[Collected data]
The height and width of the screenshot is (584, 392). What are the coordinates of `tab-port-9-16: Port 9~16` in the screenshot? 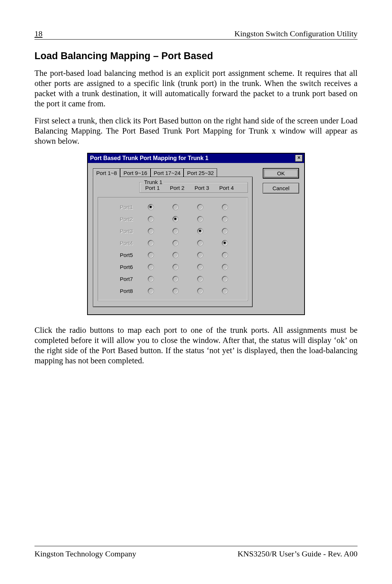 It's located at (135, 173).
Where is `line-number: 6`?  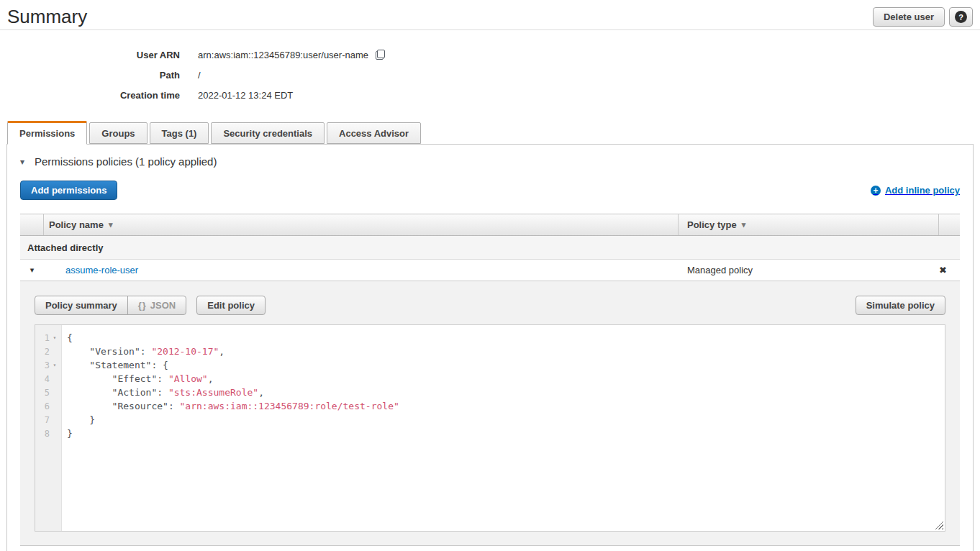
line-number: 6 is located at coordinates (42, 406).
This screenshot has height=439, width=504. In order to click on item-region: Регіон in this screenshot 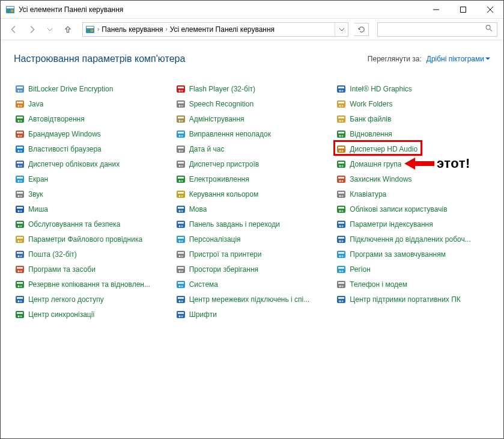, I will do `click(413, 269)`.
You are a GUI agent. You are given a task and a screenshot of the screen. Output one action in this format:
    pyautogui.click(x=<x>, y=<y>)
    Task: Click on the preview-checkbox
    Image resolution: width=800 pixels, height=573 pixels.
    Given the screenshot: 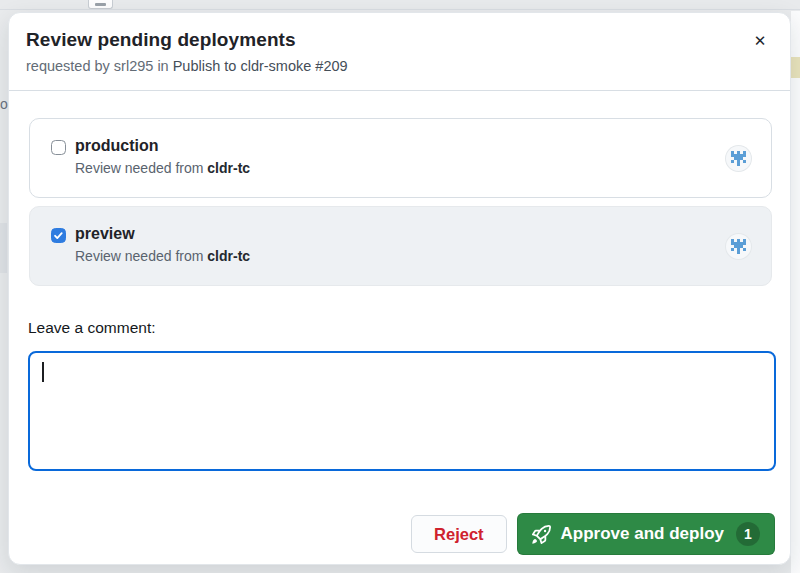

PROBLEM TO SOLVE:
In your reply, please set down exactly the lines from the one containing "Task: Click on the preview-checkbox" through the end of the records, with the pictures left out.

FINAL ANSWER:
    Task: Click on the preview-checkbox
    Image resolution: width=800 pixels, height=573 pixels.
    Given the screenshot: 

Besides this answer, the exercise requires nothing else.